Need to contact Admin...
Dec 12, 2006
361
0
62
USA
Plastic is over running the planet. Heard tell in the ocean there is often thousands of pieces of plastic every 100-meters. The stuff just doesn't go away
 

Andy2112

On a new journey
Jan 4, 2007
1,874
0
West Midlands
Me and family foraged 5kg of apples on the weekend. Tescos have british apples on at £1.75 a bag, and south african ones for £1.50, why are they charging more the "local" fruit that in is full season. Britain has the widest varieties apples on the planet, and the wet weather has made them really juicy, yet supermarkets only sell cox's, bramley, and if you are luck one other type.[/QUOTE]


I saw this in Aldi and i had a rant, apples from Chile, why ? we grow the best apples in the world and many just 40 or 50 miles away from me !!! same as the asparagus, grown in Israel ? when we grow the best down in Evesham !!!! It just doesn't make sense. And why all this packaging ? it's just not worth it.

rant over.:D
 

gregorach

Bushcrafter (boy, I've got a lot to say!)
Sep 15, 2005
3,723
28
50
Edinburgh
It's because those Chilean apples are a uniform, easily-handled product. The fact that they don't taste of anything much is irrelevant as far as the supermarkets are concerned. George Monboit was having a rant on the subject the other week - regardless of what you think of his politics or his other writing, I think he's on the money here: Strange Fruit.

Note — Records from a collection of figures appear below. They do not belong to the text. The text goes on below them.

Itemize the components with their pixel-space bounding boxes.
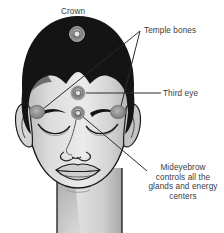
caption-line-1: Mideyebrow: [143, 163, 223, 173]
diagram-page: Crown Temple bones Third eye Mideyebrow …: [0, 0, 224, 233]
marker-third-eye[interactable]: [71, 86, 85, 100]
label-crown: Crown: [61, 7, 85, 17]
caption-line-3: glands and energy: [143, 182, 223, 192]
marker-crown[interactable]: [70, 27, 85, 42]
label-temple-bones: Temple bones: [144, 26, 196, 36]
marker-temple-bone-left[interactable]: [29, 105, 44, 118]
label-third-eye: Third eye: [163, 89, 198, 99]
label-mideyebrow-caption: Mideyebrow controls all the glands and e…: [143, 163, 223, 202]
caption-line-2: controls all the: [143, 173, 223, 183]
caption-line-4: centers: [143, 192, 223, 202]
marker-mideyebrow[interactable]: [71, 106, 84, 119]
marker-temple-bone-right[interactable]: [110, 105, 125, 118]
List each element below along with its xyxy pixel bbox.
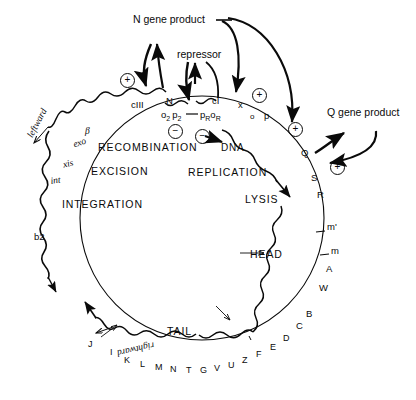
rightward-transcript-wave-lower: [199, 330, 253, 338]
arrow-Q-to-q-product: [315, 133, 344, 153]
left-promoter-sub: 2: [178, 115, 182, 122]
arrow-q-product-to-S: [330, 131, 376, 163]
left-operator-sub: 2: [166, 115, 170, 122]
arrow-n-site-to-product: [157, 44, 163, 88]
arrow-n-product-to-x: [222, 21, 239, 92]
plus-sign-x: +: [252, 88, 267, 103]
gene-N-bottom-label: N: [170, 365, 177, 374]
bottom-arc-tick: [249, 336, 251, 340]
gene-K-label: K: [124, 356, 130, 365]
gene-J-label: J: [88, 340, 93, 349]
gene-C-label: C: [296, 321, 303, 331]
gene-S-label: S: [311, 173, 317, 183]
gene-m-label: m: [331, 246, 339, 256]
gene-A-label: A: [326, 264, 332, 274]
minus-sign-left-operator: −: [168, 124, 183, 139]
right-operator-sub: R: [216, 115, 221, 122]
function-integration-label: INTEGRATION: [62, 199, 143, 210]
gene-D-label: D: [283, 334, 290, 343]
arrow-n-product-to-cIII: [144, 44, 151, 86]
function-replication-label: REPLICATION: [188, 167, 267, 178]
arrow-repressor-to-left-operator: [186, 62, 189, 100]
n-gene-product-label: N gene product: [133, 14, 205, 25]
right-promoter-operator-group: pRoR: [200, 110, 221, 122]
gene-B-label: B: [306, 309, 312, 319]
tail-transcript-arrowhead-left: [85, 302, 96, 318]
gene-b2-label: b2: [34, 232, 45, 242]
site-o-small-label: o: [250, 113, 254, 121]
function-tail-label: TAIL: [167, 326, 192, 337]
gene-int-label: int: [50, 176, 61, 187]
gene-beta-label: β: [85, 127, 90, 137]
gene-L-label: L: [140, 360, 145, 369]
gene-W-label: W: [319, 283, 328, 293]
gene-R-label: R: [317, 190, 324, 200]
gene-U-label: U: [228, 361, 235, 370]
tail-wave-tick-arrow-right: [216, 306, 230, 320]
leftward-transcript-upper: [48, 88, 166, 127]
gene-V-label: V: [214, 364, 220, 373]
lambda-genetic-map-figure: N gene product repressor Q gene product …: [0, 0, 416, 400]
gene-N-label: N: [166, 96, 173, 106]
gene-m-prime-label: m': [327, 222, 337, 232]
function-lysis-label: LYSIS: [245, 194, 279, 205]
plus-sign-cIII: +: [120, 73, 135, 88]
gene-Z-label: Z: [242, 356, 248, 365]
gene-x-label: x: [238, 100, 243, 110]
gene-cI-label: cI: [212, 96, 219, 106]
site-p-small-label: p: [264, 111, 269, 121]
gene-M-label: M: [155, 363, 163, 372]
gene-E-label: E: [270, 343, 276, 352]
gene-cIII-label: cIII: [131, 100, 144, 110]
function-head-label: HEAD: [250, 249, 283, 260]
b2-transcript-wave: [40, 131, 50, 279]
gene-T-label: T: [186, 366, 192, 375]
function-recombination-label: RECOMBINATION: [98, 142, 198, 153]
left-operator-promoter-group: o2p2: [161, 110, 181, 122]
function-dna-label: DNA: [221, 143, 245, 153]
repressor-label: repressor: [177, 49, 221, 60]
gene-I-label: I: [110, 348, 113, 357]
b2-transcript-arrowhead: [48, 277, 56, 292]
arrow-cI-to-repressor: [206, 62, 218, 98]
plus-sign-Q: +: [330, 160, 345, 175]
q-gene-product-label: Q gene product: [327, 107, 399, 118]
gene-Q-label: Q: [301, 148, 308, 158]
tail-wave-tick-arrow-left: [101, 325, 117, 337]
plus-sign-p: +: [288, 122, 303, 137]
gene-G-label: G: [200, 366, 207, 375]
function-excision-label: EXCISION: [91, 166, 148, 177]
gene-F-label: F: [256, 350, 262, 359]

Take the Egremont Russet, for example. It’s a small apple that looks like a conker wrapped in sandpaper. But it has one inestimable quality. It can be dropped from the top of Canary Wharf, smash a kerbstone and come to no harm. This means it can be trucked from an orchard at Land’s End to a packing plant in John O’Groats, via Sydney, Washington and Vladivostock, then back to a superstore in Penzance (this is the preferred route for most of the fruit sold in the UK) and remain fit for sale. The supermarkets must have had some trouble shifting it because of its strange appearance, so they promoted it as a connoisseur’s apple. Such is our suggestibility that almost everyone believes this, though a dispassionate tasting would show you that it’s as sweet and juicy as a box of Kleenex.
 

scanker

Bushcrafter (boy, I've got a lot to say!)
Aug 15, 2005
2,326
24
52
Cardiff, South Wales
...and the British asparagus season is May-June. People want un-seasonal food. If there was no market for asparagus in September, it wouldn't be stocked. I can't think of a reason not to eat British apples in September though.
 

David.from.Holland

Tenderfoot
May 29, 2008
53
0
53
Holland
In Holland there are various organisations that supply a choice of assorted fruit and veg, organically grown, local if possible. They chuck a weeks supply in a (paper)bag and we collect it every Friday at our local shop. And often it's cheaper than buying it all at the supermarket as well.
 

Tengu

Full Member
Jan 10, 2006
12,790
1,529
51
Wiltshire
We have a veg box scheme in the village, its much cheaper than the supermarket.

look around, there may be one near you.